Government’s recent childcare announcement won't mean a penny more help for parents already struggling on childcare tax credits.
The Government has been forced to admit that it will cut parents' entitlement to childcare down to £123 a week for one child - nearly £900 a year less than under Labour. Parents with two children will lose nearly £1,600 a year.
Universal Credit is now set to lock in a 'parents' penalty' that cuts back childcare payments so hard that many parents will be forced to give up work. With parents struggling to make ends meet, it beggars belief that the Tories are stopping parents working the hours and shifts they need by taking away their childcare.

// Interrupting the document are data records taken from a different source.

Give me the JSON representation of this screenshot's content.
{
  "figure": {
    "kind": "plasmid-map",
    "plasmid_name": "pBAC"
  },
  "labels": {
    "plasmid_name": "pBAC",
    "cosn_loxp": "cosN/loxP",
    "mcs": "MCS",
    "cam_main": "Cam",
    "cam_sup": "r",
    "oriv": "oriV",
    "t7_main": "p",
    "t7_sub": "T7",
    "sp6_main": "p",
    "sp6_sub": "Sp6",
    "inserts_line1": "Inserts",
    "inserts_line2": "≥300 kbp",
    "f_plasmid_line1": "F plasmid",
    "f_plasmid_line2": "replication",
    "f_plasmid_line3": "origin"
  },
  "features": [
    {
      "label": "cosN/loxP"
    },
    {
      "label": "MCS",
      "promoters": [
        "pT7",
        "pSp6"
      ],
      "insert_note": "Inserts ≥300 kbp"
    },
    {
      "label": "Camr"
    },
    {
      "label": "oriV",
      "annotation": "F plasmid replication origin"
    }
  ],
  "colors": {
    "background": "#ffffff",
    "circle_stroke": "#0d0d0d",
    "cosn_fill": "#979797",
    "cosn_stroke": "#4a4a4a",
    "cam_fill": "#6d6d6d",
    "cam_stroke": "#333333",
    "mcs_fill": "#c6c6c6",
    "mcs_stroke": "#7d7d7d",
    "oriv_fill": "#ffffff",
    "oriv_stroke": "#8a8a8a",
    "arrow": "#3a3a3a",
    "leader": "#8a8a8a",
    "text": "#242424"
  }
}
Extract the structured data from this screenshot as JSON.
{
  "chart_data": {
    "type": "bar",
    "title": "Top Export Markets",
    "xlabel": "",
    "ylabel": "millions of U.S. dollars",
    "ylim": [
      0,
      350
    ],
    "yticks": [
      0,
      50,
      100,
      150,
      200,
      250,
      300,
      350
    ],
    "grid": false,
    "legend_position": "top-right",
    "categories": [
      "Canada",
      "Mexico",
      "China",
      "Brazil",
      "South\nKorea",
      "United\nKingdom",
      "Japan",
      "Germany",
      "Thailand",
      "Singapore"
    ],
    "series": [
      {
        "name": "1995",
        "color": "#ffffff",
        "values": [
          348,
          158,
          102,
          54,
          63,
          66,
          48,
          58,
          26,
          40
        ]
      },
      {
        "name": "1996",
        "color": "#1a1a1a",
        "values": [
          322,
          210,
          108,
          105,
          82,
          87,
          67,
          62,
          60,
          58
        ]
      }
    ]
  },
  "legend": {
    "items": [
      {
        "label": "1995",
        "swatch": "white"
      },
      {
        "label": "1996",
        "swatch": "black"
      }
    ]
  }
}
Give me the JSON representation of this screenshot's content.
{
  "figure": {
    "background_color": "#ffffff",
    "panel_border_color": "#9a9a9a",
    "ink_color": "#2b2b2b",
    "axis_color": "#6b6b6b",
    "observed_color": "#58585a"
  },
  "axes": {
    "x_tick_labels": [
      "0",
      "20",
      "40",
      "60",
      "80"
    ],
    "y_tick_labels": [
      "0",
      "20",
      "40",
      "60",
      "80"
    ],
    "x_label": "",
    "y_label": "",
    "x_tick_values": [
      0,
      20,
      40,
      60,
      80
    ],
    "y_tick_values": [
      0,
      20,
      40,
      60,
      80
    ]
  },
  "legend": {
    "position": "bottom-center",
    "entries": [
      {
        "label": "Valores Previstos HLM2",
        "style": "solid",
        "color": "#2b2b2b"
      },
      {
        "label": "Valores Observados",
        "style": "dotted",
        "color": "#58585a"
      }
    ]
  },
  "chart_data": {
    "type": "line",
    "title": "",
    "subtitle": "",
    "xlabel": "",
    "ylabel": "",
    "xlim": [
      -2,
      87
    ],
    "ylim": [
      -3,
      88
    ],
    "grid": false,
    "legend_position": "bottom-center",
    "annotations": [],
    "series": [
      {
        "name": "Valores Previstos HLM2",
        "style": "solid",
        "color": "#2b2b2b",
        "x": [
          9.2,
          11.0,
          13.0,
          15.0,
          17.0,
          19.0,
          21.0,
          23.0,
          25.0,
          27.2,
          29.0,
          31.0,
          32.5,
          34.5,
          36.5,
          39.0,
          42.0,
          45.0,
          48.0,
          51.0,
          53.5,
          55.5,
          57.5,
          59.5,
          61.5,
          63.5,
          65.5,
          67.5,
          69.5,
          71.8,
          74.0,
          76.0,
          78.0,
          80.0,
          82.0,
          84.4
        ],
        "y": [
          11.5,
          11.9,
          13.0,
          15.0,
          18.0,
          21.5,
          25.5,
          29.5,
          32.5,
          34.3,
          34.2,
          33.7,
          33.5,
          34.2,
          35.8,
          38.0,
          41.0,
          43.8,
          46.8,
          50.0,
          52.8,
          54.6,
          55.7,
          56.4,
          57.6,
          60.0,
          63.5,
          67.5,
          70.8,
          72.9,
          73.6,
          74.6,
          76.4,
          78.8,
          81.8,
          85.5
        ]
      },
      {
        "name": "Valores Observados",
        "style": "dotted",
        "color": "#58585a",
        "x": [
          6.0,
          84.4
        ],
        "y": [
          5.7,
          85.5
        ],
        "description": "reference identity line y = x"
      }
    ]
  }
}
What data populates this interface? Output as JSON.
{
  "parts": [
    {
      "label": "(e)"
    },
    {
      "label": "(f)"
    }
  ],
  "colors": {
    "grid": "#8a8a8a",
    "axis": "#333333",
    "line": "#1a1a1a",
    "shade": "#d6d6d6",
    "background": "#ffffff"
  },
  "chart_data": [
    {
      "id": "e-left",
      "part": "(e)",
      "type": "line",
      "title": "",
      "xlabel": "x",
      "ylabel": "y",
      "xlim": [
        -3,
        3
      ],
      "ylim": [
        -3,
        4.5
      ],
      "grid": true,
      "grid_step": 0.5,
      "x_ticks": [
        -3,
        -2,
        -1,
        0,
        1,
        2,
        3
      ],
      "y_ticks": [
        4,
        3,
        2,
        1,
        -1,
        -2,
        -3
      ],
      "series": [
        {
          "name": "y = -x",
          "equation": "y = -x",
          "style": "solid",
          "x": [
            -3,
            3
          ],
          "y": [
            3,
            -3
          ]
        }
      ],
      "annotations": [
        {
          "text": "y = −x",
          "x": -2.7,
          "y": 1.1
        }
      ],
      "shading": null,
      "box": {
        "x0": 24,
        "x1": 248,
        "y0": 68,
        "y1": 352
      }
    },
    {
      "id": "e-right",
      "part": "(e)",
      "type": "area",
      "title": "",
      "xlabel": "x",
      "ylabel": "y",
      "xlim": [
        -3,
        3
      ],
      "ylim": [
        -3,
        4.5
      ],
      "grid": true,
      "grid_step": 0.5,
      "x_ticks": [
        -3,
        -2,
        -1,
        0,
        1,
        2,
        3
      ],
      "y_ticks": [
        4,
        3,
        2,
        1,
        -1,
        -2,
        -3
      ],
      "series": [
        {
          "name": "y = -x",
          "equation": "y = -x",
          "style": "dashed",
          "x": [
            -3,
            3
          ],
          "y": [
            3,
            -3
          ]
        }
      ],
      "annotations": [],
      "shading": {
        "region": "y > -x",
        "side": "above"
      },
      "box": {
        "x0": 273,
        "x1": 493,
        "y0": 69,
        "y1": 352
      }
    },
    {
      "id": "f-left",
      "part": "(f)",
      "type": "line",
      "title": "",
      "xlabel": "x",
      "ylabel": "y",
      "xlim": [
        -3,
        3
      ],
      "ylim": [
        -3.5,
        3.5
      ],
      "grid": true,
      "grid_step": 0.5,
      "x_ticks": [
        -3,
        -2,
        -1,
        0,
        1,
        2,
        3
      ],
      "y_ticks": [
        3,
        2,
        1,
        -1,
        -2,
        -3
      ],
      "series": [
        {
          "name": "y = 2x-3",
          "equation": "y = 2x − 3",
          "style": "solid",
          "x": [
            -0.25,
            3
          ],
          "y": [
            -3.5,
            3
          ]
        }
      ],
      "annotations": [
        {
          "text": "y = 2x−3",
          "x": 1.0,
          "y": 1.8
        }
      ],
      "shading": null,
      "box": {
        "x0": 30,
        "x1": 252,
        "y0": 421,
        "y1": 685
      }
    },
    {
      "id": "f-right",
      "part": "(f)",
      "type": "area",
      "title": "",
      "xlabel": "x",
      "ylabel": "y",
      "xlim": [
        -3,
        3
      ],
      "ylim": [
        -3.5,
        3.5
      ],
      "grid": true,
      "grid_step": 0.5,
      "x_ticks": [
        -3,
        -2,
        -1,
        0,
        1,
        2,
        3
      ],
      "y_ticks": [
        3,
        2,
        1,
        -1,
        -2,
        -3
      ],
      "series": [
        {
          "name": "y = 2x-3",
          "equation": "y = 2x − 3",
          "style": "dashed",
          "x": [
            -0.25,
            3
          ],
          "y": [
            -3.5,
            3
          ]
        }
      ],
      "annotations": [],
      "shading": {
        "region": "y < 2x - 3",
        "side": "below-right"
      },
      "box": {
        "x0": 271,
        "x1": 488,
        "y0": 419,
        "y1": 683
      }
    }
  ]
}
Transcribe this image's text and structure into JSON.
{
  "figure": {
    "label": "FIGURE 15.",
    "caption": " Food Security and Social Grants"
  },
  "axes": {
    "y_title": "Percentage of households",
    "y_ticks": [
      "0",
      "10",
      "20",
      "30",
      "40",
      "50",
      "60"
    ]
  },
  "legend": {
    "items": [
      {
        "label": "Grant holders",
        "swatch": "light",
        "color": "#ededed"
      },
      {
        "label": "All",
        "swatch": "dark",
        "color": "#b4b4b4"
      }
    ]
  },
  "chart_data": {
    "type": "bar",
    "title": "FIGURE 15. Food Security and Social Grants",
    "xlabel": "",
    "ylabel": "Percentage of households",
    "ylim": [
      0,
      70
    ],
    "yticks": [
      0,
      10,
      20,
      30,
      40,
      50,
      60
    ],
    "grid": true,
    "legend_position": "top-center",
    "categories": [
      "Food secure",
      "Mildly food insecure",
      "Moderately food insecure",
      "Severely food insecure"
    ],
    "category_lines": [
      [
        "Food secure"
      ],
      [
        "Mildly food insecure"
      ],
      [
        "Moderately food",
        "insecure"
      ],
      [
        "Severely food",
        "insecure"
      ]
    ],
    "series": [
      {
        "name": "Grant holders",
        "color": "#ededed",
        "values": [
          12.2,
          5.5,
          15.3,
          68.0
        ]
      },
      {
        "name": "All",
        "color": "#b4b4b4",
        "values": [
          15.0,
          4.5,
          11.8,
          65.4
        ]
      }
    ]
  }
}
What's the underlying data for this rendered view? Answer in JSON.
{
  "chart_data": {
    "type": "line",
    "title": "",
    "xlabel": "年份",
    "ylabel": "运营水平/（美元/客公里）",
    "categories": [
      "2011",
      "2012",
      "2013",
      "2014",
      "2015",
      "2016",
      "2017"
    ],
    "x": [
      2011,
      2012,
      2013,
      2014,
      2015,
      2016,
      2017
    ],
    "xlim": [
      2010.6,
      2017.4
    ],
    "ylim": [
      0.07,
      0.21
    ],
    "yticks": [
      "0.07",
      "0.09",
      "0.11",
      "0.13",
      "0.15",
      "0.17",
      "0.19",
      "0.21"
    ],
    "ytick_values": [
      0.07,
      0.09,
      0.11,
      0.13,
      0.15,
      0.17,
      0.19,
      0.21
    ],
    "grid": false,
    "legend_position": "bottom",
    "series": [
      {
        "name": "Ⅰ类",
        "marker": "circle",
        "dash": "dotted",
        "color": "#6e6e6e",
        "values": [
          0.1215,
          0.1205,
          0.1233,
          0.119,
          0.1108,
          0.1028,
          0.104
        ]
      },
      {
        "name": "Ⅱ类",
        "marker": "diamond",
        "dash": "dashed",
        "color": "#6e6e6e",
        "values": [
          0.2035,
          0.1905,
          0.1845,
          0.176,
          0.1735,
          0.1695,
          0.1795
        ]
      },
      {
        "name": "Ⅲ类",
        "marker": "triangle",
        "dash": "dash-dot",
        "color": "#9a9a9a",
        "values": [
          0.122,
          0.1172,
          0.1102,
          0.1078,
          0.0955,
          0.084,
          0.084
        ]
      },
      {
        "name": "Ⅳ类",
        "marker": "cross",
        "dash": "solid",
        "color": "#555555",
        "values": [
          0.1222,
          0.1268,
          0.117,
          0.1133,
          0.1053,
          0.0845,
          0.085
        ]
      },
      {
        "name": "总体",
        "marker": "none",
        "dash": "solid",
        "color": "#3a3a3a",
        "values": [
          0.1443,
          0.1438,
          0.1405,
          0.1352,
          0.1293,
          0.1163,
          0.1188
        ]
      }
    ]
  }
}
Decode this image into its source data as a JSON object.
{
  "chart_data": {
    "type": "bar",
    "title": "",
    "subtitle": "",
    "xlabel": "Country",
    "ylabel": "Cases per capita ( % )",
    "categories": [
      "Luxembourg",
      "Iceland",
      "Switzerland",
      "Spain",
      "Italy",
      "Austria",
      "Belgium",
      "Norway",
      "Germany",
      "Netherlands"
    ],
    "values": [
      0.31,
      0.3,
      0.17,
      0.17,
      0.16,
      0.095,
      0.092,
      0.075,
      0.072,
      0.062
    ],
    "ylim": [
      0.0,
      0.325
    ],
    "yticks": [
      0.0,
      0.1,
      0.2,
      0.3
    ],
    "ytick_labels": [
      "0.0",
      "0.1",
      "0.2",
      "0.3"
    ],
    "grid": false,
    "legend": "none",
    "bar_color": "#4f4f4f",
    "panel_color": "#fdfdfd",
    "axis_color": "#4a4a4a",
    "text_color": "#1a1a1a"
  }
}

Labour’s Shadow Work and Pensions Secretary, Liam Byrne MP said:
“The Tories are out of touch with most people’s lives and unable to address the big challenges facing Britain in the future.”
The Government has made its announcement ahead of Labour's childcare protection amendments, about to be debated in the House of Lords this week and the 'extra' money has been secured from existing Universal Credit funding.
This news comes at a time when even the Governor of the Bank of England is warning that we are facing the biggest squeeze on living standards since the 1920s. Iain Duncan Smith has failed to win any new money from the Treasury, and has been forced to raid other parts of the Universal Credit budget.
Last weekend, Liam Byrne said that childcare will be Labour’s key battleground for the Welfare Reform Bill as debate begins in the House of Lords. He has challenged the Tories to accept a raft of amendments Labour will be tabling, which are designed to ensure that parents don’t lose out on childcare entitlements when Universal Credit is introduced.
Highlighting new figures from the House of Commons library, he will point to lost tax of £47 million from 32,000 parents – mainly women – who have given up work in the last year mainly because they can no longer afford childcare.
The Government has already slashed family’s entitlements to childcare support from 80per cent to 70 per cent of costs – the equivalent of a 12% cut. The new money will simply plug a black-hole in child care funding which emerges in two years time when eligibility for childcare is widened. Today's funding does nothing to make up for the new 'parents' penalty' introduced over the last year.
Labour’s childcare protection amendments first tabled by Stephen Timms in the Commons establish a principle that families working more than 16 a week should not lose out. Tory Employment, Chris Grayling, brushed aside concerns saying “…we do not intend to make any further changes to the amount of money available for child care”.